It was alright. Good but very basic advice, I liked the case studies. Could have done with more concrete, deeper advice. It was all a little glossed-over.
I'm sorry, but this was a terrible read. The first book was informative, this one was seriously lacking. It expanded in all the wrong things from what the first one needed. It's just a "slightly expanded" rehash of only a handful of subjects from the first book, all of which were perfectly understood on the first book to begin with; and I put expanded in quotes because it was less expanded on the topic and more expanded on the adjacent friendly-chatter. Would not recommend at all, just read the first book instead and keep to that.
This is one of those hard to rate books. Like, do I give it 3 stars? 4? 3.5? I don't know.
The advice in it is good- well, I don't know if it's good as in, I haven't actually tried it yet, but it all sounded very reasonable and mostly along the lines of what most advice online seems to say (not counting some advice that was contrary to what some people say, but... ). It did go a little deeper than the average blog post, so I give it points for that. But at the same time, I feel like it didn't really go deep enough into other things.
Presumably I'm reading the book because whatever I'm doing is clearly not working, so you kind of want something a little deeper than general ideas (which were good and helpful), and I get you can't really address every possible case in the book, but some parts seemed to gloss over a bit to much on generic that it bordered on unhelpful, while others at least tossed some random examples.
It also felt a bit out of order. As in, it started speaking about the onboarding process, then after mentioning the first email it sort of skipped to things you should probably know before onboarding (like your bait/cookie/lead loss), and then we skipped to how to keep people engaged or re-engage them, and though it was, again, solid sounding advice, it took me all over the place. I also seem to recall it mentioning we would discuss forms "later", and then never discussing them? 🤷 It would have certainly benefitted from better organization, I think. Perhaps with things more explicitly in the order you would do them if you were setting up from zero.
Also, I kind of expected some small samples for onboarding, maybe not word for word, but a bit more than what was given; there were none. I mean, ok, I give them the freebie on mail x, and what do I do with the next however-many emails? Was this to have people buy the course? I don't know. Would the course actually offer the answer? I also don't know. Yes, I get it, introduce myself and books... I still don't really know how. Introverted, somewhat asocial or awkwardly social people who don't like mailing lists themselves won't know how to (Author or not), it will always feel awkward (more than to regular people), and they (we) will always need more help. As in, I'd totally buy an "Author newsletters for socially awkward people" book.
All in all, leaning towards being a helpful book with lots of sound advice, but needed a bit more. We'll see if book 2 expands on those.
I went into this book knowing little more than what the blurb offered. Boy, did it get dark <i>quickly</i> and I did not expect it at all.
Just as a warning to those wishing to read it: There is rape, fairly graphic depiction of a teacher abusing a minor. Also abuse, physical and psychological, of minors (and adults, I guess). Incest between cousins, mentions of trying other types of incest. Cannibalism. And lots of insanity in between.
It was hard to put it down once I started it, it really drew me in, and I could really understand what most the characters were going through for the first part of the book. I could really understand that they needed the escapism of thinking they were aliens to survive the dark things they went through, and I could sympathize with the convenience marriage, which I thought was a great solution to their problems. In all, I was really taken by the story and ready to give it 5 stars, up until the three characters decided to escape together to "live as aliens". What made me rate it down then? It wasn't so much that they embraced the insanity, not even the cannibalism, thought it was pretty gross to read, but that the rationalizations they drew from "being aliens" made zero sense. And I know, I guess you can't expect people who've gone insane to make sense, but the turn it took seemed still just so out of the blue, it completely took me out of it.
In all, I highly recommend the first part of the book if you like weird, dark stuff . I thought the use of the alien thing as a coping mechanism was really well done; but the latter part after the 3 decide to just live as aliens... yeah, I'd stop there.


[ASSIGNMENT] Give back the whole listing exactly as written, pictures excluded.

━━━ RECORDS PROVIDED ━━━

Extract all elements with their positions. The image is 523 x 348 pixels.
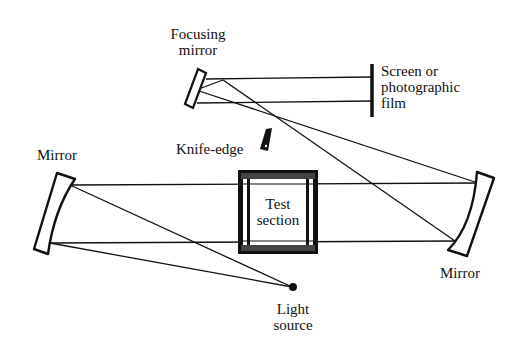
ray-to-screen-top [206,77,372,79]
focusing-mirror-label-line1: Focusing [165,26,231,42]
light-source-label-line2: source [263,317,323,333]
light-source [289,283,297,291]
screen-label-line2: photographic [381,79,460,95]
screen-label-line3: film [381,95,460,111]
screen-label-line1: Screen or [381,63,460,79]
test-section-label: Test section [251,196,305,228]
focusing-mirror-label-line2: mirror [165,42,231,58]
focusing-mirror [185,69,206,108]
knife-edge-label: Knife-edge [176,141,243,157]
ray-to-screen-bottom [197,101,372,103]
screen-label: Screen or photographic film [381,63,460,111]
mirror-left [34,173,75,254]
mirror-right [448,172,494,256]
focusing-mirror-label: Focusing mirror [165,26,231,58]
knife-edge [260,128,272,151]
mirror-right-label: Mirror [440,265,480,281]
light-source-label: Light source [263,301,323,333]
mirror-left-label: Mirror [37,147,77,163]
schlieren-diagram [0,0,523,348]
light-source-label-line1: Light [263,301,323,317]
test-section-label-line2: section [251,212,305,228]
test-section-label-line1: Test [251,196,305,212]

━━━

[RESPONSE TO THIS EXERCISE]
Extract all elements with their positions. The image is 523 x 348 pixels.
ray-to-screen-top [206,77,372,79]
focusing-mirror-label-line1: Focusing [165,26,231,42]
light-source-label-line2: source [263,317,323,333]
light-source [289,283,297,291]
screen-label-line2: photographic [381,79,460,95]
screen-label-line3: film [381,95,460,111]
screen-label-line1: Screen or [381,63,460,79]
test-section-label: Test section [251,196,305,228]
focusing-mirror-label-line2: mirror [165,42,231,58]
focusing-mirror [185,69,206,108]
knife-edge-label: Knife-edge [176,141,243,157]
ray-to-screen-bottom [197,101,372,103]
screen-label: Screen or photographic film [381,63,460,111]
mirror-left [34,173,75,254]
mirror-right [448,172,494,256]
focusing-mirror-label: Focusing mirror [165,26,231,58]
knife-edge [260,128,272,151]
mirror-right-label: Mirror [440,265,480,281]
light-source-label: Light source [263,301,323,333]
mirror-left-label: Mirror [37,147,77,163]
schlieren-diagram [0,0,523,348]
light-source-label-line1: Light [263,301,323,317]
test-section-label-line2: section [251,212,305,228]
test-section-label-line1: Test [251,196,305,212]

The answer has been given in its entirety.